PSU professors release new instructional braille app

Holly Lawson
Prof. Holly Lawson holds up her phone with the Unified English Braille Prep app displayed on it. Photo by Jillian Daley

Portland State Profs. Holly Lawson and Sam Sennott just released their Unified English Braille (UEB) Prep app for smartphones, and it’s already in hot demand.

Distributing the free app to as many people as possible is just what they wanted.

“Our goal is to get braille out to anyone who wants to learn it and to make it motivating and fun,” Lawson said.

Lawson and Sennott, faculty in the College of Education (COE), landed a $550,000 federal grant to create the instructional smartphone app in 2014.

The idea behind UEB Prep is to make it easy to learn the complex and fairly new UEB code, especially when it comes to students, busy parents, and people who are blind or visually impaired. The app, which features learning games and details on braille in small, digestible bites, has been well-received. Since its release in mid-September for Apple phones, a hungry market has gobbled it up, with 7,000 downloads.

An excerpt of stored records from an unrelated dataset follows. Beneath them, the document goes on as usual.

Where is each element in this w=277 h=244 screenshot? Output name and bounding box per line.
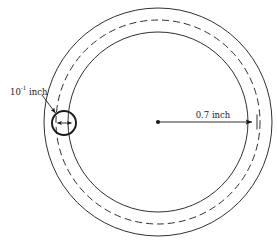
thickness-leader-line bbox=[42, 95, 56, 113]
figure-container: 0.7 inch 10-1 inch bbox=[0, 0, 277, 244]
radius-dimension-label: 0.7 inch bbox=[196, 110, 231, 120]
center-point-dot bbox=[156, 120, 160, 124]
thickness-unit: inch bbox=[26, 87, 48, 97]
thickness-mantissa: 10 bbox=[10, 87, 21, 97]
thickness-callout-label: 10-1 inch bbox=[10, 85, 48, 96]
circle-diagram: 0.7 inch 10-1 inch bbox=[0, 0, 277, 244]
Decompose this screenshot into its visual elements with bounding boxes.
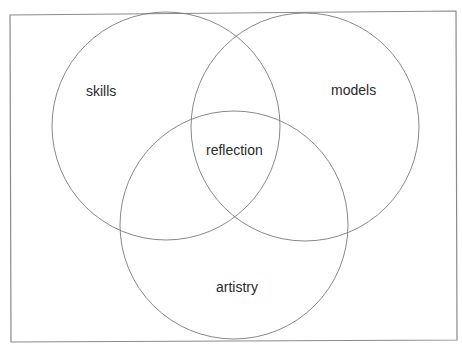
venn-diagram: skills models reflection artistry xyxy=(0,0,462,347)
label-artistry: artistry xyxy=(216,279,258,295)
circle-skills xyxy=(52,12,280,240)
label-reflection: reflection xyxy=(206,142,263,158)
label-skills: skills xyxy=(86,83,116,99)
circle-models xyxy=(191,13,419,241)
label-models: models xyxy=(331,82,376,98)
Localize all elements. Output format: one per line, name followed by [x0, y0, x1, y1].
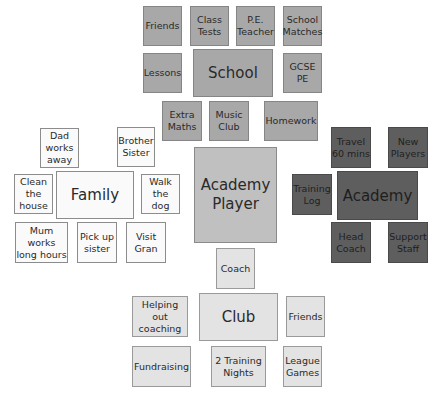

Having download numbers in the thousands for an educational app is a big deal when more than half of smartphone users download zero apps per month on average and most downloads are of Apple gaming apps, according to Statista. Soon, more users could jump on board since UEB Prep will be released to Android phones in 2020.

The reasons for the app’s attraction are simple: Braille is complicated and the UEB format is relatively new. Braille once involved separate codes for math or science materials and literary contexts, but in 2016, the Braille Authority of North America established UEB as the standardized form of braille, so many people are still getting to know UEB, Lawson said.

“UEB is a general purpose system that can be used across all contexts, with the exception of music braille, which is an international code,” Lawson explained.

The Unified English Braille Prep app
The Unified English Braille Prep app features games and short lessons. Photo by Jillian Daley

As for braille’s complexity, a braille cell is composed of six raised dots with 64 possible combinations, and this sophisticated written code also has more than 400 rules. Its elaborate nature can make UEB difficult to absorb.

In the past decade she’s been teaching, Lawson, currently the coordinator of the Visually Impaired Learner Program in the COE, has observed that while many of her students pick up braille easily, others struggle.

“One dot off, and it’s a whole different word or a whole different letter, and I think it was particularly discouraging for some students,” she said.

Lawson had also heard parents of children with visual impairments saying that they also want to learn UEB, but don’t have the time or resources. She came up with the idea of an app to help students and busy parents them, but soon realized that people who are blind could access the app, too, with braille displays and voice technology.

True, there are braille teaching apps, but Lawson said they are often designed for laptops, desktops, or iPads. She said what the market needed was an app for the always in-hand smartphones.

The app also should sport quick, simple lessons that users, including busy parents, could do in line at the grocery store. Lawson wanted it to be worth the time busy parents would be investing.

“There are a few other apps for parents, but a lot of them don’t go beyond a few letters of the alphabet,” Lawson noted.

So, Lawson invented something that went well beyond a few letters, offering many lessons, but in small bites. In 2014, she landed a half a million dollar, five-year federal Rehabilitation Services Administration grant to create UEB Prep. For their project, Lawson and Sennott enlisted the help of the blind community and experts in the field of visual impairment. Lawson and Sennott also teamed up with the design and development-centered PSU Universal Design Lab, and mobile app developers from Cyrkus, a Portland-based development firm.

Sam Sennott
Prof. Sam Sennott says the UEB Prep app “represents a vision that has been forged through service to people with vision disabilities and their families.” Photo from PSU files

Sennott said when Lawson approached him with her idea, he saw an opportunity to provide a needed service to an underserved population. He was one of many hands who helped on the technical side of the app’s creation.

“This first app represents a vision that has been forged through service to people with vision disabilities and their families,” Sennott said. “Dr. Lawson’s extensive experience with braille made this app possible.”

The final product features knowledge cards that clearly identify the rules for UEB, which can be arranged in a playlist to jog a user’s memory, and UEB Prep also features courses, including games. One game involves falling letters or words, one after another, that a user has to type in as braille—and a user can adjust the speed of the falling letters or words to intensify the challenge.

“It’s a little like Tetris,” Lawson said, referring to a game of falling shapes created in the 1980s and popularized in the 1990s. “We wanted lessons that would draw in parents.”

That seems to be the case. Soon after Lawson had realized her vision, she discovered that users had started responding to the app as she’d hoped.

During beta testing of four parents of blind or visually impaired children, one parent used the app to practice braille while a mechanic rotated that tester’s tires. That response thrilled Lawson after five years of hard work.

“It made it all worthwhile,” she said.

To share stories about the College of Education, email Jillian Daley.